Steinbeck's intercalaries are some of the most interesting parts of Grapes in my view. They range from abstract descriptions of banks as insatiable monsters, to bits of dialogue set on used car lots and roadside shanty towns. They allow Steinbeck to turn the Joad familiy's plight into a broad condemnation of the Depression Era powers that be.

So where do we get the title, The Grapes of Wrath? From the heartrending descriptions of agricultural waste that have left Oakies and migrant workers like the Joads hungry and destitute:
"The works of the roots of the vines, of the trees, must be destroyed to keep up the price, and this is the saddest, bitterest thing of all. Carloads of oranges dumped on the ground. The people came for miles to take the fruit, but this could not be. How would they buy oranges at twenty cents a dozen if they could drive out and pick them up? And men with hoses squirt kerosene on the oranges, and they are angry at the crime, angry at the people who have come to take the fruit. A million people hungry, needing the fruit- and kerosene sprayed over the golden mountains. 
"And the smell of rot fills the country... 
"The people come with nets to fish for potatoes in the river, and the guards hold them back; they come in rattling cars to get the dumped oranges, but the kerosene is sprayed. And they stand still and watch the potatoes float by, listen to the screaming pigs being killed in a ditch and covered with quicklime, watch the mountains of oranges slop down to a putrefying ooze; and in the eyes of the people there is the failure; and in the eyes of the hungry there is a growing wrath. In the souls of the people the grapes of wrath are filling and growing heavy, growing heavy for the vintage."
-Page 477 in my 1972 Viking Compass paperback

Saturday, January 7, 2012

Title Chase: Cry, the Beloved Country


There are a few things I always pay attention to when reading any book. If it happens to have an interesting title, one of the things I keep an eye out for is the passage where the title originates.

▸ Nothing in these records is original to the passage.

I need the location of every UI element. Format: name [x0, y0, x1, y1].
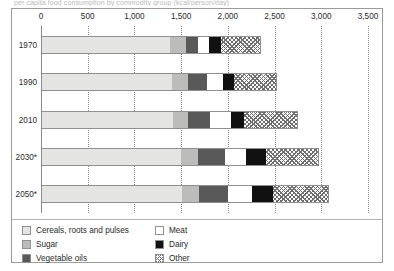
x-tick-label: 2,500: [264, 12, 285, 21]
bar-segment-veg: [199, 185, 228, 203]
legend-label: Dairy: [169, 240, 188, 249]
legend-swatch-other: [155, 254, 164, 263]
y-category-label: 1990: [19, 78, 37, 87]
y-category-label: 2030*: [16, 152, 37, 161]
legend-column-right: MeatDairyOther: [155, 224, 189, 266]
clipped-title: per capita food consumption by commodity…: [14, 0, 244, 6]
bar-segment-other: [273, 185, 329, 203]
bar-segment-dairy: [231, 111, 245, 129]
bar-segment-meat: [198, 36, 209, 54]
legend-item: Other: [155, 252, 189, 265]
x-tick-label: 1,000: [124, 12, 145, 21]
bar-segment-other: [234, 73, 277, 91]
legend-item: Meat: [155, 224, 189, 237]
bar-row: [42, 185, 369, 203]
bar-row: [42, 36, 369, 54]
legend-label: Other: [169, 254, 189, 263]
bar-segment-veg: [186, 36, 198, 54]
bar-segment-other: [266, 148, 319, 166]
bar-segment-cereals: [42, 148, 181, 166]
bar-row: [42, 111, 369, 129]
legend-swatch-cereals: [22, 226, 31, 235]
bar-segment-veg: [188, 73, 207, 91]
x-tick-label: 2,000: [218, 12, 239, 21]
bar-segment-sugar: [182, 185, 199, 203]
bar-segment-meat: [228, 185, 251, 203]
y-category-label: 1970: [19, 40, 37, 49]
x-tick-label: 3,000: [311, 12, 332, 21]
x-tick-label: 500: [81, 12, 95, 21]
bar-segment-dairy: [223, 73, 234, 91]
bar-segment-sugar: [170, 36, 186, 54]
legend-label: Sugar: [36, 240, 58, 249]
legend-swatch-veg: [22, 254, 31, 263]
bar-segment-dairy: [246, 148, 266, 166]
legend-swatch-meat: [155, 226, 164, 235]
bar-segment-cereals: [42, 36, 170, 54]
legend-item: Dairy: [155, 238, 189, 251]
bar-segment-veg: [198, 148, 225, 166]
bar-segment-dairy: [252, 185, 273, 203]
bar-segment-sugar: [173, 111, 188, 129]
bar-segment-meat: [210, 111, 231, 129]
legend-swatch-dairy: [155, 240, 164, 249]
legend-label: Vegetable oils: [36, 254, 87, 263]
legend-separator: [12, 219, 382, 220]
bar-segment-cereals: [42, 73, 172, 91]
bar-segment-sugar: [172, 73, 188, 91]
x-tick-label: 0: [39, 12, 44, 21]
legend-item: Sugar: [22, 238, 129, 251]
bar-segment-meat: [207, 73, 223, 91]
bar-segment-sugar: [181, 148, 197, 166]
bar-segment-meat: [225, 148, 246, 166]
x-tick-label: 3,500: [358, 12, 379, 21]
legend-column-left: Cereals, roots and pulsesSugarVegetable …: [22, 224, 129, 266]
bar-segment-other: [221, 36, 260, 54]
plot-area: 05001,0001,5002,0002,5003,0003,500 19701…: [41, 26, 368, 213]
bar-segment-veg: [188, 111, 209, 129]
bar-segment-other: [244, 111, 298, 129]
legend-label: Meat: [169, 226, 187, 235]
legend-label: Cereals, roots and pulses: [36, 226, 129, 235]
legend-swatch-sugar: [22, 240, 31, 249]
y-category-label: 2010: [19, 115, 37, 124]
bar-segment-dairy: [209, 36, 221, 54]
legend-item: Vegetable oils: [22, 252, 129, 265]
x-tick-label: 1,500: [171, 12, 192, 21]
bar-row: [42, 148, 369, 166]
bar-segment-cereals: [42, 185, 182, 203]
bar-segment-cereals: [42, 111, 173, 129]
legend-item: Cereals, roots and pulses: [22, 224, 129, 237]
bar-row: [42, 73, 369, 91]
chart-figure: per capita food consumption by commodity…: [0, 0, 394, 271]
y-category-label: 2050*: [16, 190, 37, 199]
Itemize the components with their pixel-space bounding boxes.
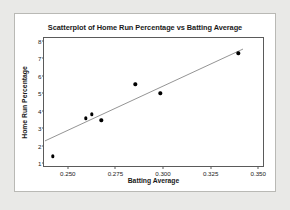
y-tick-label: 3 — [38, 125, 41, 132]
x-tick-mark — [67, 166, 68, 169]
y-tick-label: 5 — [38, 90, 41, 97]
y-tick-mark — [42, 163, 45, 164]
y-tick-label: 7 — [38, 55, 41, 62]
x-tick-mark — [210, 166, 211, 169]
y-axis-title: Home Run Percentage — [20, 37, 29, 167]
x-tick-label: 0.300 — [155, 170, 170, 177]
y-tick-mark — [42, 110, 45, 111]
x-tick-mark — [258, 166, 259, 169]
y-tick-label: 6 — [38, 72, 41, 79]
y-tick-mark — [42, 40, 45, 41]
x-tick-mark — [115, 166, 116, 169]
chart-title: Scatterplot of Home Run Percentage vs Ba… — [15, 23, 275, 32]
y-tick-mark — [42, 145, 45, 146]
y-tick-mark — [42, 58, 45, 59]
x-tick-label: 0.250 — [60, 170, 75, 177]
figure-panel: Scatterplot of Home Run Percentage vs Ba… — [14, 13, 276, 192]
data-layer — [44, 38, 263, 166]
y-tick-mark — [42, 93, 45, 94]
y-tick-mark — [42, 128, 45, 129]
y-axis-title-label: Home Run Percentage — [21, 66, 28, 139]
plot-area: 123456780.2500.2750.3000.3250.350 — [43, 37, 264, 167]
x-axis-title: Batting Average — [43, 177, 264, 184]
y-tick-label: 2 — [38, 142, 41, 149]
y-tick-label: 1 — [38, 160, 41, 167]
regression-line — [44, 38, 263, 166]
x-tick-label: 0.275 — [108, 170, 123, 177]
x-tick-mark — [163, 166, 164, 169]
x-tick-label: 0.350 — [250, 170, 265, 177]
y-tick-label: 8 — [38, 37, 41, 44]
x-tick-label: 0.325 — [203, 170, 218, 177]
y-tick-label: 4 — [38, 107, 41, 114]
y-tick-mark — [42, 75, 45, 76]
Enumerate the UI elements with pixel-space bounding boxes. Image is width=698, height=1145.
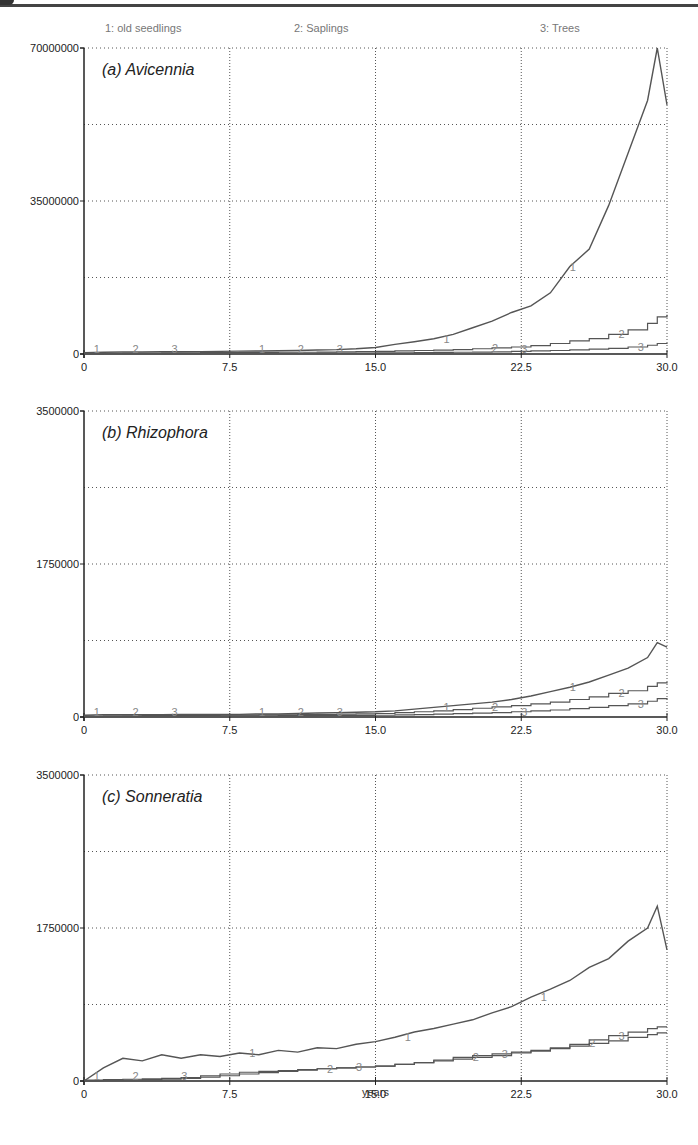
series-label: 1 bbox=[444, 333, 450, 345]
series-label: 3 bbox=[181, 1070, 187, 1082]
y-tick-label: 3500000 bbox=[36, 769, 79, 781]
x-tick-label: 30.0 bbox=[656, 1088, 677, 1100]
series-label: 1 bbox=[259, 343, 265, 355]
series-label: 1 bbox=[405, 1031, 411, 1043]
series-label: 2 bbox=[298, 706, 304, 718]
y-tick-label: 70000000 bbox=[30, 42, 79, 54]
y-tick-label: 0 bbox=[73, 711, 79, 723]
series-label: 2 bbox=[618, 328, 624, 340]
series-label: 3 bbox=[638, 341, 644, 353]
chart-avicennia: 07.515.022.530.003500000070000000(a) Avi… bbox=[0, 0, 698, 370]
series-label: 3 bbox=[356, 1061, 362, 1073]
series-label: 2 bbox=[618, 687, 624, 699]
chart-title: (b) Rhizophora bbox=[102, 424, 208, 441]
series-label: 3 bbox=[171, 343, 177, 355]
chart-rhizophora: 07.515.022.530.0017500003500000(b) Rhizo… bbox=[0, 363, 698, 733]
series-label: 2 bbox=[492, 342, 498, 354]
chart-sonneratia: 07.515.022.530.0017500003500000(c) Sonne… bbox=[0, 727, 698, 1097]
series-label: 3 bbox=[337, 343, 343, 355]
y-tick-label: 1750000 bbox=[36, 558, 79, 570]
series-label: 1 bbox=[249, 1047, 255, 1059]
series-label: 1 bbox=[444, 701, 450, 713]
series-label: 1 bbox=[570, 681, 576, 693]
series-label: 3 bbox=[521, 343, 527, 355]
series-label: 1 bbox=[541, 991, 547, 1003]
series-label: 1 bbox=[259, 706, 265, 718]
series-label: 2 bbox=[133, 343, 139, 355]
series-label: 3 bbox=[502, 1048, 508, 1060]
chart-title: (c) Sonneratia bbox=[102, 788, 203, 805]
series-label: 3 bbox=[618, 1030, 624, 1042]
series-label: 3 bbox=[521, 706, 527, 718]
series-label: 1 bbox=[94, 1070, 100, 1082]
series-label: 2 bbox=[133, 1070, 139, 1082]
series-label: 2 bbox=[327, 1063, 333, 1075]
series-label: 3 bbox=[638, 698, 644, 710]
chart-title: (a) Avicennia bbox=[102, 61, 195, 78]
y-tick-label: 0 bbox=[73, 1075, 79, 1087]
series-label: 3 bbox=[171, 706, 177, 718]
x-tick-label: 0 bbox=[81, 1088, 87, 1100]
y-tick-label: 1750000 bbox=[36, 922, 79, 934]
series-label: 2 bbox=[298, 343, 304, 355]
y-tick-label: 0 bbox=[73, 348, 79, 360]
x-tick-label: 22.5 bbox=[511, 1088, 532, 1100]
x-tick-label: 7.5 bbox=[222, 1088, 237, 1100]
series-label: 3 bbox=[337, 706, 343, 718]
series-label: 2 bbox=[133, 706, 139, 718]
y-tick-label: 3500000 bbox=[36, 405, 79, 417]
series-label: 2 bbox=[589, 1037, 595, 1049]
series-label: 2 bbox=[492, 701, 498, 713]
series-label: 1 bbox=[94, 706, 100, 718]
series-label: 2 bbox=[473, 1051, 479, 1063]
y-tick-label: 35000000 bbox=[30, 195, 79, 207]
series-label: 1 bbox=[570, 261, 576, 273]
series-label: 1 bbox=[94, 343, 100, 355]
x-axis-label: years bbox=[362, 1086, 389, 1098]
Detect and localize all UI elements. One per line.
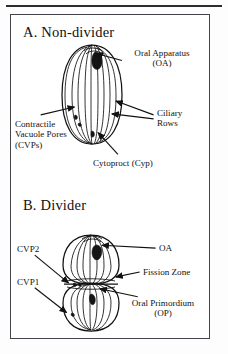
label-contractile-vacuole-pores: Contractile Vacuole Pores (CVPs) — [15, 119, 99, 150]
arrow-cvps — [41, 107, 75, 115]
figure-page: A. Non-divider — [0, 0, 228, 354]
arrow-ciliary-rows-upper — [116, 101, 154, 115]
arrow-fission-zone — [116, 272, 140, 277]
arrow-cytoproct — [98, 133, 118, 155]
label-oa: OA — [159, 243, 203, 253]
panel-b-divider: B. Divider — [11, 193, 209, 340]
label-ciliary-rows: Ciliary Rows — [157, 108, 209, 129]
arrow-oa — [102, 245, 155, 248]
label-oral-primordium: Oral Primordium (OP) — [119, 298, 207, 319]
arrow-ciliary-rows-lower — [112, 114, 154, 119]
label-cytoproct: Cytoproct (Cyp) — [93, 158, 189, 168]
label-cvp1: CVP1 — [17, 277, 59, 287]
label-oral-apparatus: Oral Apparatus (OA) — [119, 48, 205, 69]
arrow-oral-primordium — [100, 289, 138, 297]
panel-a-non-divider: A. Non-divider — [11, 15, 209, 193]
arrow-cvp1 — [35, 288, 67, 313]
label-fission-zone: Fission Zone — [143, 267, 207, 277]
top-horizontal-rule — [6, 5, 222, 7]
figure-frame: A. Non-divider — [10, 14, 210, 339]
label-cvp2: CVP2 — [17, 244, 59, 254]
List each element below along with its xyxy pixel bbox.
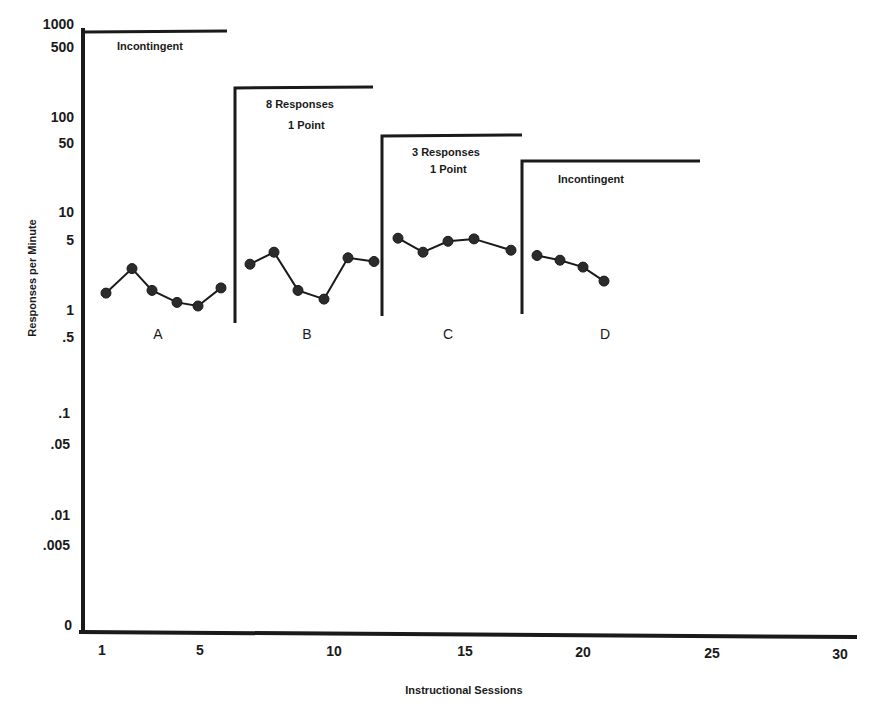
data-point [319, 294, 329, 304]
data-point [506, 245, 516, 255]
y-tick-500: 500 [51, 39, 75, 55]
x-tick-30: 30 [832, 646, 848, 662]
y-tick-50: 50 [58, 135, 74, 151]
condition-label-d: Incontingent [558, 173, 624, 185]
y-tick-0-05: .05 [51, 436, 71, 452]
data-point [101, 288, 111, 298]
data-point [469, 234, 479, 244]
x-tick-15: 15 [457, 643, 473, 659]
x-tick-5: 5 [196, 642, 204, 658]
series-phase-c [393, 233, 516, 257]
data-point [269, 247, 279, 257]
x-tick-25: 25 [704, 645, 720, 661]
x-tick-20: 20 [575, 644, 591, 660]
data-series [101, 233, 609, 311]
phase-label-a: A [153, 326, 163, 342]
chart-canvas: 1000 500 100 50 10 5 1 .5 .1 .05 .01 .00… [0, 0, 872, 706]
y-tick-100: 100 [51, 109, 75, 125]
y-tick-10: 10 [58, 204, 74, 220]
data-point [343, 253, 353, 263]
data-point [245, 259, 255, 269]
condition-label-c-line2: 1 Point [430, 163, 467, 175]
data-point [578, 262, 588, 272]
data-point [216, 283, 226, 293]
series-line [398, 238, 511, 252]
data-point [443, 236, 453, 246]
y-tick-0-01: .01 [51, 507, 71, 523]
data-point [127, 264, 137, 274]
y-tick-0-5: .5 [62, 329, 74, 345]
series-phase-d [532, 251, 609, 287]
series-phase-b [245, 247, 379, 304]
y-axis-tick-labels: 1000 500 100 50 10 5 1 .5 .1 .05 .01 .00… [43, 16, 74, 633]
phase-label-c: C [443, 326, 453, 342]
x-tick-10: 10 [326, 643, 342, 659]
data-point [193, 301, 203, 311]
data-point [172, 297, 182, 307]
bracket-a [85, 31, 227, 32]
condition-label-b-line2: 1 Point [288, 119, 325, 131]
data-point [147, 285, 157, 295]
series-phase-a [101, 264, 226, 311]
data-point [555, 255, 565, 265]
x-axis-title: Instructional Sessions [405, 684, 522, 696]
y-tick-1000: 1000 [43, 16, 74, 32]
data-point [599, 276, 609, 286]
x-axis-line [81, 632, 855, 637]
condition-label-b-line1: 8 Responses [266, 98, 334, 110]
y-tick-0: 0 [64, 617, 72, 633]
y-tick-5: 5 [66, 232, 74, 248]
y-axis-title: Responses per Minute [26, 219, 38, 336]
condition-label-a: Incontingent [117, 40, 183, 52]
axes [81, 30, 855, 637]
series-line [250, 252, 374, 299]
data-point [532, 251, 542, 261]
x-axis-tick-labels: 1 5 10 15 20 25 30 [98, 642, 848, 662]
data-point [418, 247, 428, 257]
data-point [293, 285, 303, 295]
phase-label-b: B [302, 326, 311, 342]
phase-label-d: D [600, 326, 610, 342]
y-tick-1: 1 [66, 302, 74, 318]
y-tick-0-1: .1 [58, 405, 70, 421]
y-tick-0-005: .005 [43, 537, 70, 553]
x-tick-1: 1 [98, 642, 106, 658]
series-line [537, 256, 604, 282]
series-line [106, 269, 221, 306]
data-point [369, 257, 379, 267]
data-point [393, 233, 403, 243]
condition-label-c-line1: 3 Responses [412, 146, 480, 158]
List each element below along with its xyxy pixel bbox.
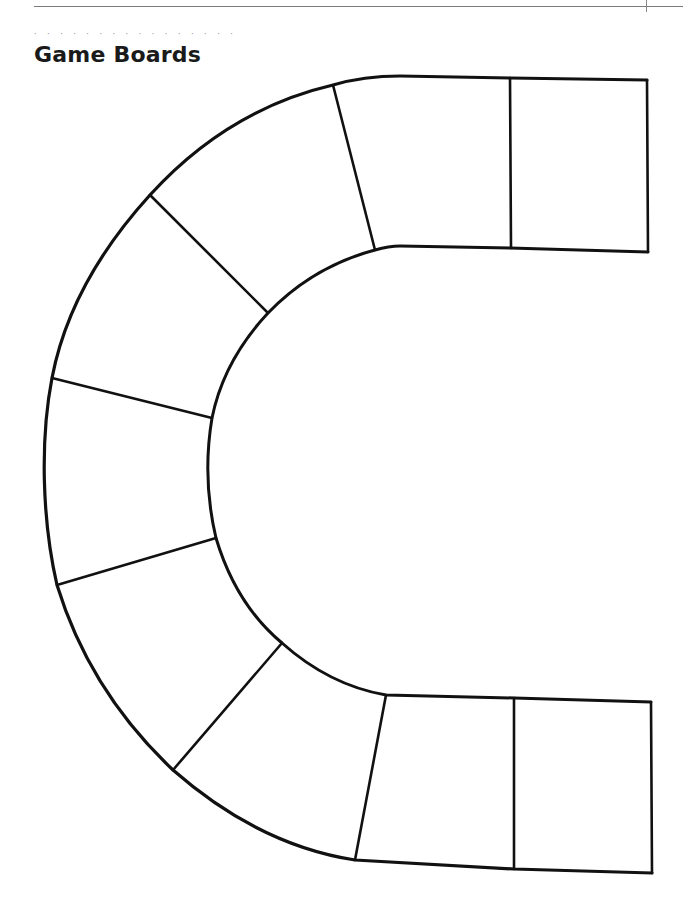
board-inner-edge [208,246,651,702]
board-bottom-end-cap [651,702,652,873]
space-divider [173,643,282,770]
game-board [0,0,683,899]
space-divider [150,195,268,313]
board-outer-edge [44,76,652,873]
space-divider [52,378,212,418]
space-divider [510,78,511,248]
board-top-end-cap [647,80,648,252]
space-divider [333,85,375,250]
space-divider [355,695,386,860]
space-divider [57,538,216,585]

Alan Paton's Cry, the Beloved Country was a book that had spent a few years on my bookshelf before I finally cracked it open. And I'd always wondered where that particular title could have come from. Certainly not in dialogue- people just don't talk that way. And it didn't sound like any sort of standard narrative description, so what then? Maybe a song? A Poem? I just didn't know.

Turns out it comes from Paton's use of intercalary chapters to tell his story. Intercalary chapters are simply passages that are inserted in between various sections of the narrative to expand the scope or provide context for the central characters and their story. Rather than disturb the flow, they're meant to create a mood, or show flashes of what's happening in the larger world. In Cry, the Beloved Country, intercalaries are used to cast Stephen Kumalo's story against the backdrop of percolating racial tensions in South Africa, and against the ruthless gravitational pull that large cities seem to exert on the rural poor.

The effect is pure awesomeness. Here's the intercalary passage that gave the book its title:
Cry, the beloved country, for the unborn child that is the inheritor of our fear. Let him not love the earth too deeply. Let him not laugh too gladly when the water runs through his fingers, nor stand too silent when the setting sun makes red the veld with fire. Let him not be too moved when the birds of his land are singing, nor give too much of his heart to a mountain or a valley. For fear will rob him of all if he gives too much.
But I'm not alone in thinking it's a great title. There's an interesting story about how this exact passage was chosen. Paton was staying with two acquaintances in California, on the condition that they read his manuscript. When they finished it they asked him what he would call it. He suggested that they have a little competition. Each of them would write their own proposed title, and then they would compare notes. When they showed each other their suggestions, all three of them had written "Cry, the Beloved Country."